Google Search with LLM
How to use RAG method to access the entire internet with ML
Recently in the world of Large Language Models like GPT, Gemini we have been hearing a word called Hallucination. It refers to a state where the LLM starts generating output that is factually incorrect. To solve this problem, the ML community invented a method called RAG (Retrieval-Augmented Generation).
RAG uses a simple technique to append the knowledge of the user query to the prompt, which is fed to the model. Think it like an open book exam. We provide the model with the background knowledge about the users query; the model looks this knowledge to answer the answer. This knowledge can come from anywhere. For instance any PDF, a document or even the internet. Yeha even from google. The chat LLMs that asks a premium for accessing internet can be done for free. It will be lot verse than the premium options in terms of speed and accuracy but it will be better than nothing.
So using the RAG method let's build a AI powered search engine.
Enough of background knowledge, let's get technical.
The above figure is the main architecture of the RAG model.
Overview of our approach. We combine a pre-trained retriever (Query Encoder + Document Index) with a pre-trained seq2seq model (Generator) and fine-tune end-to-end. For query x, we use Maximum Inner Product Search (MIPS) to find the top-K documents zi. For final prediction y, we treat z as a latent variable and marginalize over seq2seq predictions given different documents.
But for our project we are going to make some changes to the architecture
Our document comes from google itself. When a user asks any question, it is directed to the Google, then we extract all the links from the search results for all data except the ads (off course). We need to extract the top K relevant items from the data to feed to the model as context. The Google search already returns the pages ranked according to the page ranking algorithm based on keyword matching and other metadata. But there is still so much irrelevant text in the data we got from the pages. Just for filtering we will re-rank the pages' data. But before we need to break the pages into smaller sentences (with minimum n words per sentence chunk), so that it will be easier to encode.
We encode the User Query and the chunks of data with the same model. In our case a sentence transformers. These encoded chunks are then used to make a semantic search (cosine similarity) with the user prompt to get the top k items. The top K items are then append as context to the user query with some prompt engineering that will be given as input to the generator model. The generator model I used here is a Googles Gemma-7b-it. It's already an instruction fine-tuned model. It's a pretty great model does outputs a great outputs for the most part. When paired with the RAG approach it performs really well for a 7 billion parameter model.
One main difference between the paper and our approach is the end to end backpropagation. We just use the model in inference mode.Below are some results of the Streamlit UI and model outputs.The application is a little unstable when there is a large chunk of data to be encoded and stored in GPU.
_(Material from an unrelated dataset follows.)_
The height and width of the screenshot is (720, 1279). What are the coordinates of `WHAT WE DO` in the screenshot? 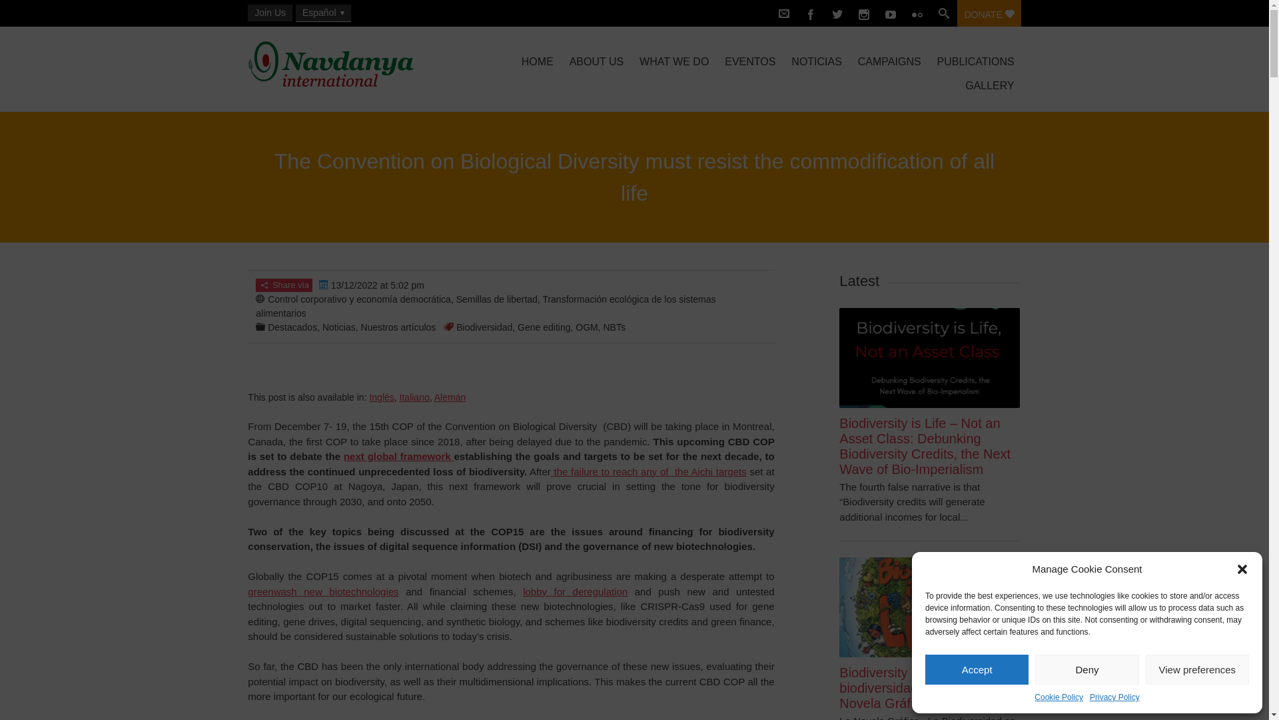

And again you can query the most recent events, not just limited by the LLMs training data and the date when the model was trained. But the Output still feels more generic than a curated for a specific purpose. Maybe I'm expecting more from a 7b model 🙂.
The entire app runs ridiculously slow. The searching in Google and the model inference takes time. If you dont want the hassle of writing things from scratch, you can experiment with langchain.agent to search google and the use langchain to do most of the stuff.
Searching google pages is all done with python requests and BeautifulSoup to scrape text from HTML. Searching the pages for top k items is given below. It's just a dot product between prompt and all the chunks in the item. Resulting in the top similar items to the query.
The Main class is the RAG model. I used LLM from Google gemma-7b-it. The quantization still needs some work. Other than that the model can run on a RTX-4090 with 16 GB vRAM. For more accurate answers, you can tinker with the prompt and check the results.